This young planetary system, known as PDS 70, is located 370 light years away. Its central star is about 5.4 million years old and cooler than the Sun. It is orbited by gas giants. Researchers recently identified one of them, PDS-70b, that may share an orbit with a third “sister” planet forming there.
Simulation of the PDS 70 planetary system and its innermost gas and dust disk. Photo: NASA
Two distinct disks of gas and dust—the raw materials needed to form both stars and planets—surround the star. The inner and outer disks are about 8 billion kilometers apart. The gas giant planets orbiting the host star lie within these disks.
The James Webb Space Telescope has detected signs of water vapor in the inner disk, located less than 160 million kilometers from its host star. Astronomers believe this inner disk is where small, rocky planets similar to those in our Solar System would form if PDS 70 were like our Solar System. In our own planetary system, Earth is located 150 million kilometers from the Sun.
The study was published in the journal Nature.
"We have observed water in other disks of dust and gas, but not this close and not in a system where planets are gathering. We could not have made these measurements before the James Webb Telescope," study leader Giulia Perotti of the Max Planck Institute for Astronomy in Heidelberg, Germany, said in a statement.
Astronomers were surprised to find water vapor near the star of the PDS 70 planetary system, given its age. PDS 70 is relatively old for a star that hosts a planetary disk. The amount of gas and dust in disks in planetary systems decreases over time, either due to the host star’s activity or because material has clumped together to form planets. Water has never been detected in a planetary disk of this age before, leading astronomers to believe that water vapor could not have existed for such a long time and that any rocky planets there would be dry.

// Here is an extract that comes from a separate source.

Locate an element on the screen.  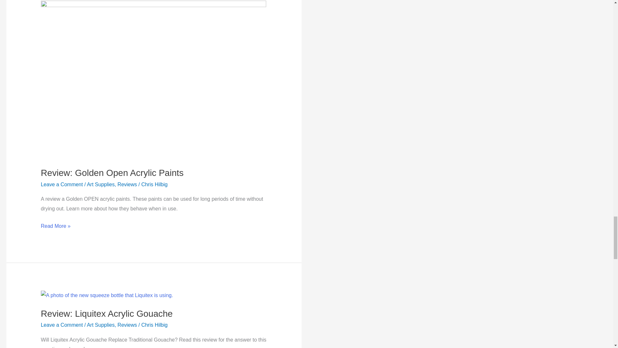
View all posts by Chris Hilbig is located at coordinates (154, 184).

No planets have yet been detected forming in the inner disk, but all the ingredients needed to form them have been found. The presence of water vapor suggests that the planets may contain water in some form. Time will tell whether the planets form and whether they have the potential to support life.
"We found quite a high amount of small dust grains. Combined with the detection of water vapor, the inner disk is a very interesting place," said study author Rens Waters, professor of astrophysics at Radboud University in the Netherlands.

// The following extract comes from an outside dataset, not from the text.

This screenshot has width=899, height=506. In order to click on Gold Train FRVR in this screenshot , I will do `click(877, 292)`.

But where does steam come from?
It is possible that hydrogen and oxygen atoms have combined to form water molecules in the inner disk, or that ice molecules are moving from the colder outer disk to the hotter inner disk, causing the ice to turn into water vapor.
The water vapor is stable despite its proximity to the star because the dust layer protects it from being destroyed by the star's ultraviolet rays. The team plans to take further observations of the system with the James Webb Space Telescope in the future to learn more about the mysteries of how planetary systems form.
"This discovery is incredibly exciting because it probes the region where rocky planets similar to Earth form," said study co-author Thomas Henning, director of the Max Planck Institute for Astronomy.